### Aim of the exercise:
Could you set down the records below exactly as they are, with no pictures?

### Stored items:

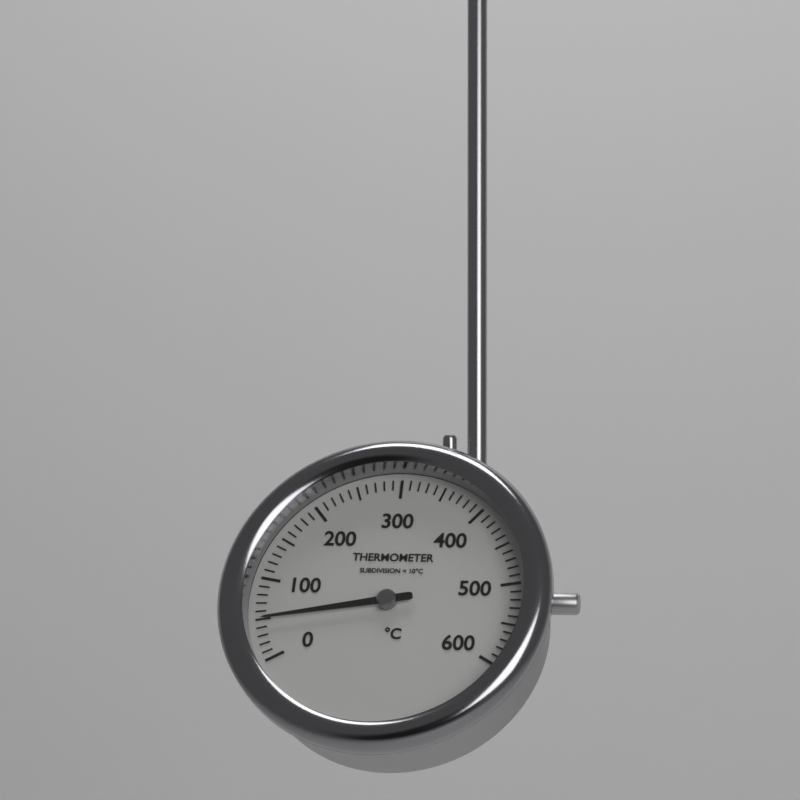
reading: 50 °C
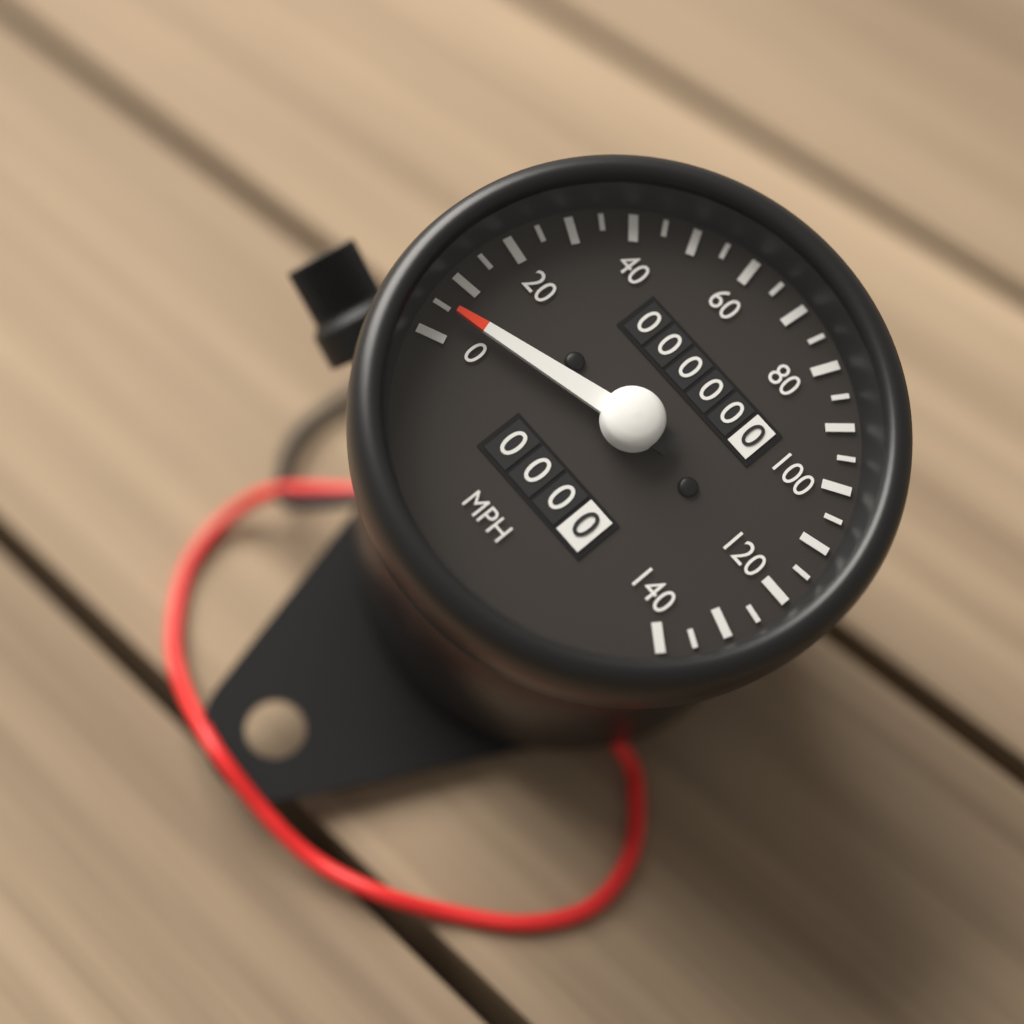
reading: 5 mph
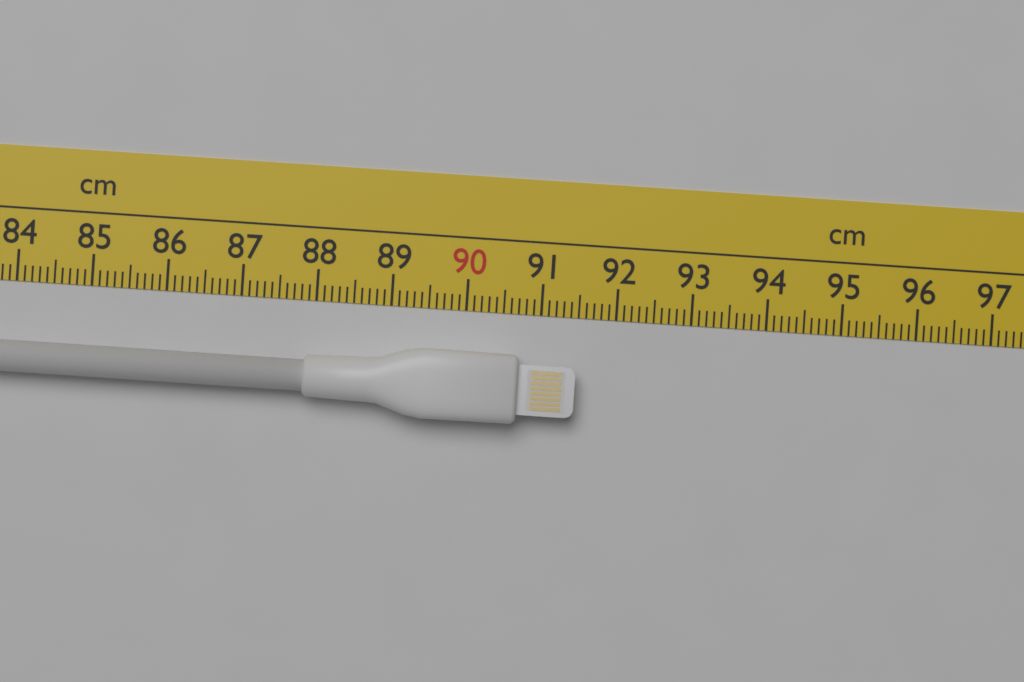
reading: 91.5 cm
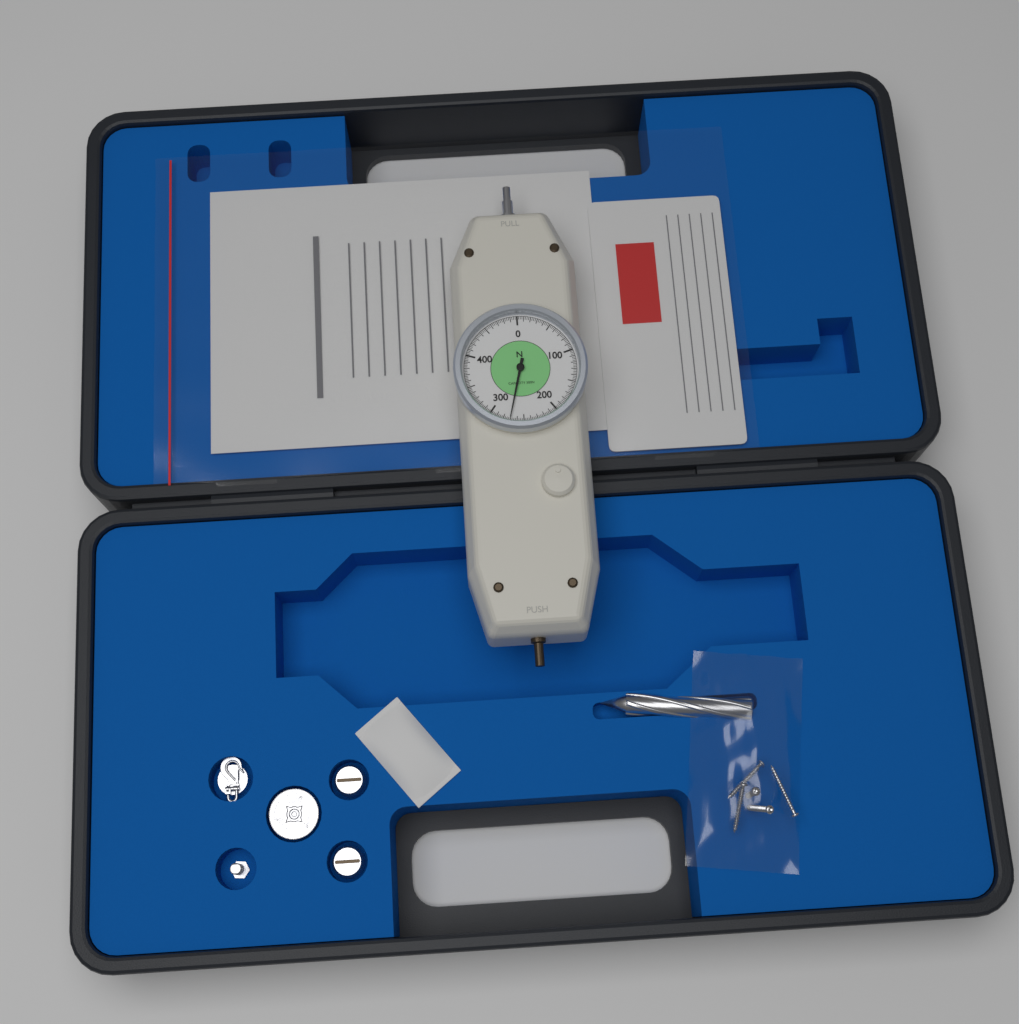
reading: 270.0 N
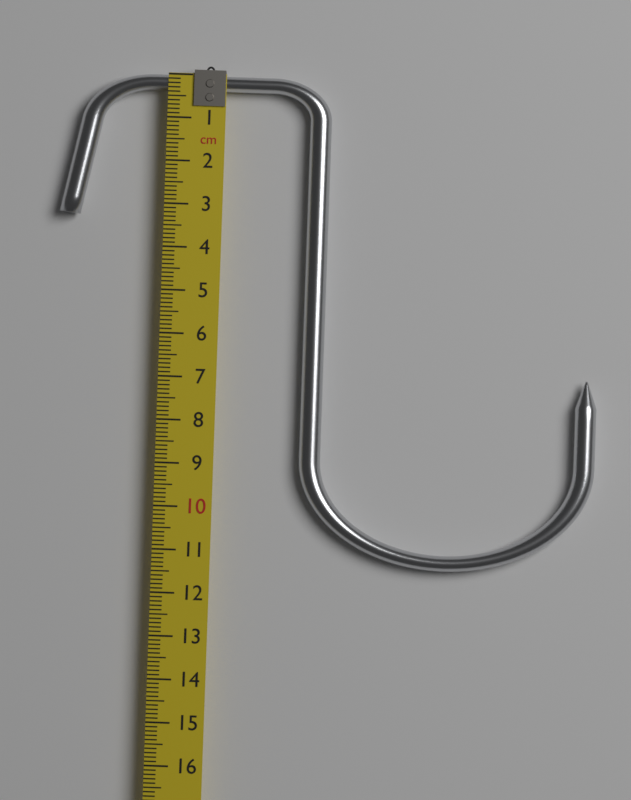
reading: 11.3 cm
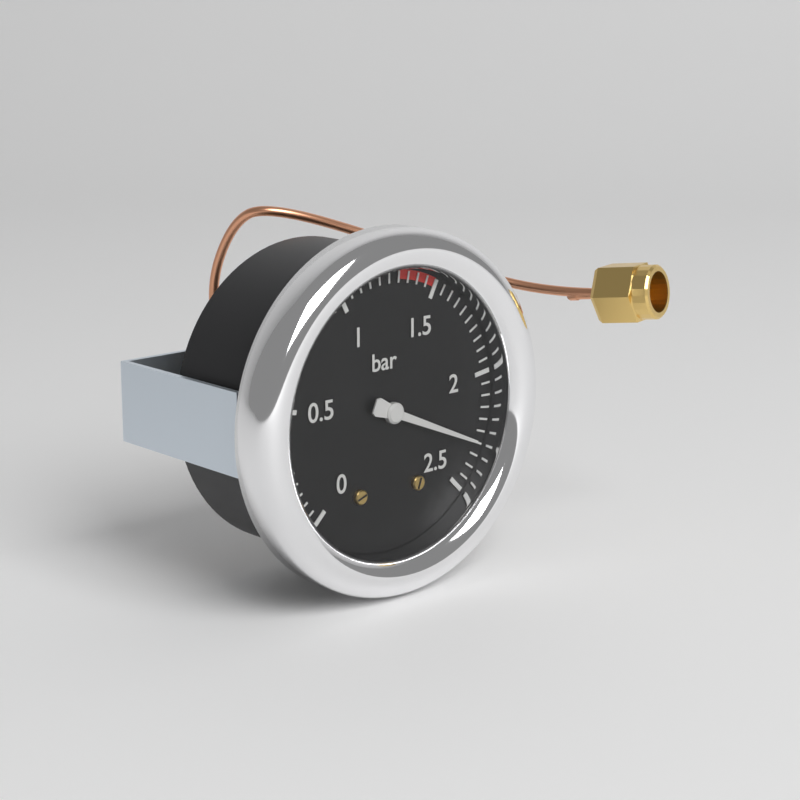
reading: 2.30 bar
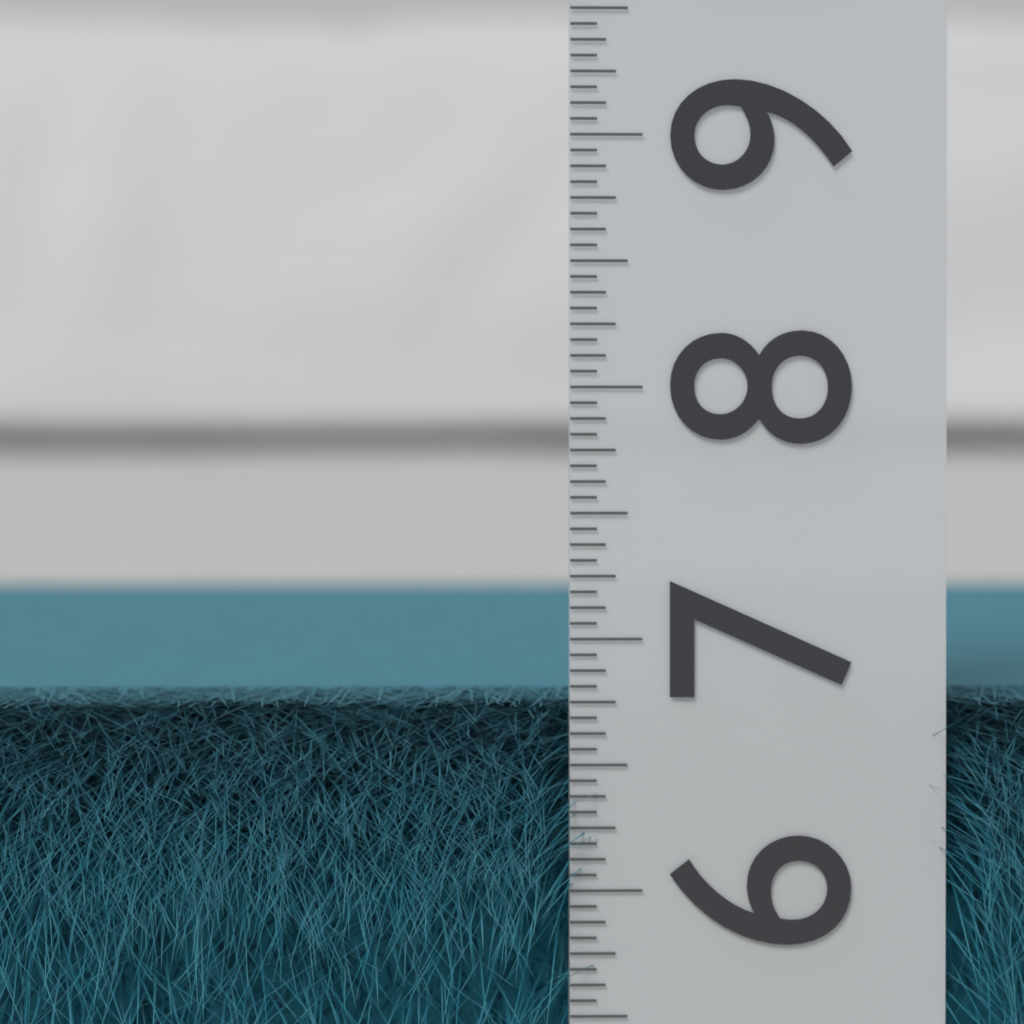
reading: 6.7500 (no unit)
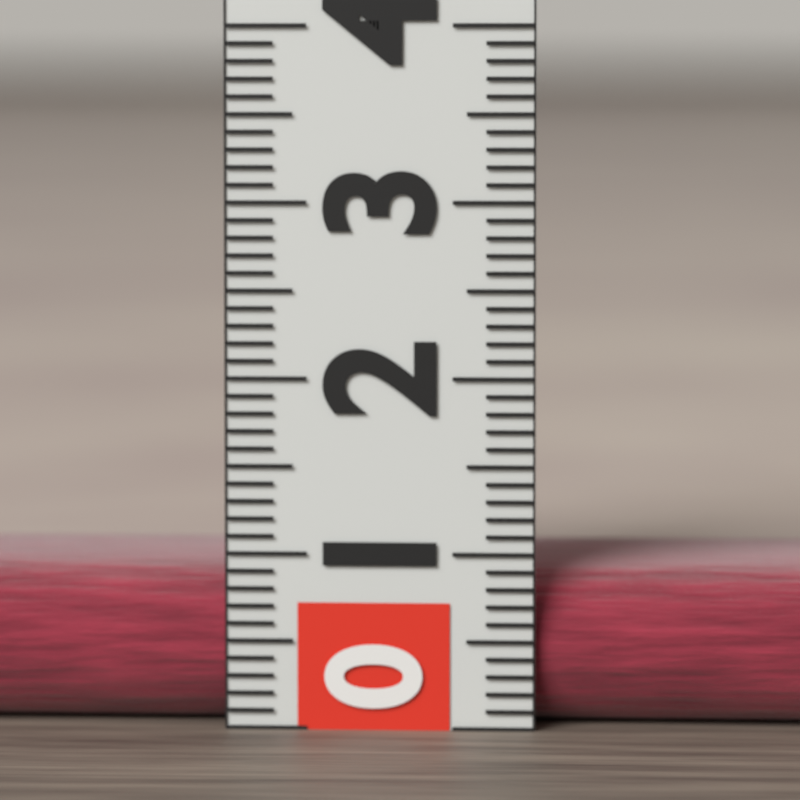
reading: 0.9 (no unit)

### Answer section:
reading: 50 °C
reading: 5 mph
reading: 91.5 cm
reading: 270.0 N
reading: 11.3 cm
reading: 2.30 bar
reading: 6.7500 (no unit)
reading: 0.9 (no unit)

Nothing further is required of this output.